Unfortunately, the last three lines sound like battles we are still very much fighting—which is, of course, an integral point of the EJI sites. “We’re not going to get where we’re trying to go if there’s no repair or remedy to these harms,” Stevenson says. “If we can create a consciousness—if we can turn a city with this long history of denial and silence into a place of truth telling and progress—there’s not another community in America that can say, ‘Oh, well, they could do that in Montgomery, but we can’t do that here.’ ” Part of EJI’s work beyond the physical sites in Alabama is activating other communities to participate in constructing their own public markers, most specifically at lynching sites in their areas. (The most recent effort was in Newton, Mississippi.)
Through this work, communities are practicing accountability for enslavement—both in the past and in its current form. With a 13th Amendment that abolishes slavery “except as a punishment for crime,” the United States continues to rely on the nearly-free labor, confinement, and surveillance of people—primarily Black people—in service of capital through mass incarceration. Stevenson believes that “there’s another way of achieving accountability than just throwing people away and acting like we can be as abusive toward this person who committed a crime as the crime that they committed.” EJI has long fought to expel systemically violent practices from our criminal legal system, like legislation that allowed for death sentences or life without parole for children. “If the vision is to have healthy communities where people are not struggling with trauma or addiction or any of the things that feed violence,” Stevenson says, “EJI is making the case that putting children in adult prisons isn’t the way to do that, that executing people is not the way to do that, and that giving up on people is not the way to go.”
But political figureheads are more interested in regression: States like Alabama and Louisiana recently sanctioned the murder of people on death row by nitrogen gas. (One in eight people on death row has been exonerated, and Black people are overrepresented there, making up 42 percent of the population awaiting execution.) Unfortunately, these representatives are not limited to state leadership. “For the first time in my life, we don’t have a court that’s committed to advancing racial justice along this continuum—they’re actually trying to retreat,” Stevenson says of the U.S. Supreme Court, whose conservative majority ruled against affirmative action last year.
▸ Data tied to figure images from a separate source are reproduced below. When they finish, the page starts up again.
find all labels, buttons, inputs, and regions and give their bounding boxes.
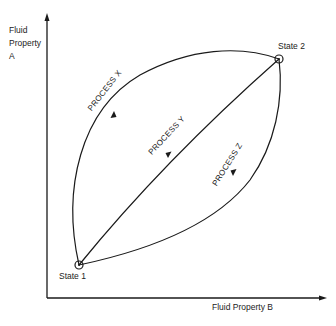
process-y-direction-arrow-icon <box>166 152 172 159</box>
y-axis-arrowhead-icon <box>45 13 50 21</box>
y-axis-label: Fluid Property A <box>9 24 49 63</box>
y-axis-label-line-2: Property <box>9 37 49 50</box>
state-1-dot-icon <box>78 264 80 266</box>
process-z-direction-arrow-icon <box>231 169 237 176</box>
y-axis-label-line-1: Fluid <box>9 24 49 37</box>
process-x-direction-arrow-icon <box>111 111 117 118</box>
y-axis-label-line-3: A <box>9 50 49 63</box>
x-axis-label: Fluid Property B <box>212 302 273 313</box>
state-2-dot-icon <box>278 58 280 60</box>
x-axis-arrowhead-icon <box>319 296 327 301</box>
state-2-label: State 2 <box>278 41 305 52</box>
state-1-label: State 1 <box>59 271 86 282</box>
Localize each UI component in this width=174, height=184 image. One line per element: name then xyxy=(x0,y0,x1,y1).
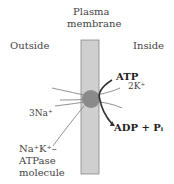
pump-label-line1: Na⁺K⁺– xyxy=(19,143,57,154)
pump-label-line2: ATPase xyxy=(19,155,56,166)
title-line2: membrane xyxy=(67,18,121,29)
pump-icon xyxy=(82,90,100,108)
title-line1: Plasma xyxy=(73,6,109,17)
pump-pointer xyxy=(53,106,84,146)
outside-label: Outside xyxy=(10,40,49,51)
inside-label: Inside xyxy=(133,40,164,51)
na-label: 3Na⁺ xyxy=(29,108,53,119)
k-label: 2K⁺ xyxy=(128,81,145,92)
products-label: ADP + Pᵢ xyxy=(114,122,163,133)
atp-hydrolysis-arrow xyxy=(99,80,112,124)
pump-label-line3: molecule xyxy=(19,167,65,178)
With this court at the helm of the justice system, and with two million people currently incarcerated, it appears that this country defines its greatness by the degree to which it punishes and limits Black people.
But, bolstered by their historical sites, Stevenson and the team at EJI are intent on fighting these structures in the movement toward liberation. “I have to be willing to believe things I haven’t seen—otherwise, I will be doomed by the landscape that’s in front of me,” he says. Evoking Martin Luther King Jr., he adds that we “have to resort to a sort of moral power, [one that] can’t be given to you by a politician, by a gun or a weapon, or by wealth.” Hopefully, he says, this power will encourage people—white people especially—to subscribe to the words centered on the park’s National Monument to Freedom. By emblematizing accountability at its sites, EJI is speaking to Americans that deny our history—saying, in Stevenson’s words: “You’re more than an enslaver or a lyncher. And if I can extend that grace to you, then we need you to extend that to people who … are often the victims of a lot of these institutions that you created.”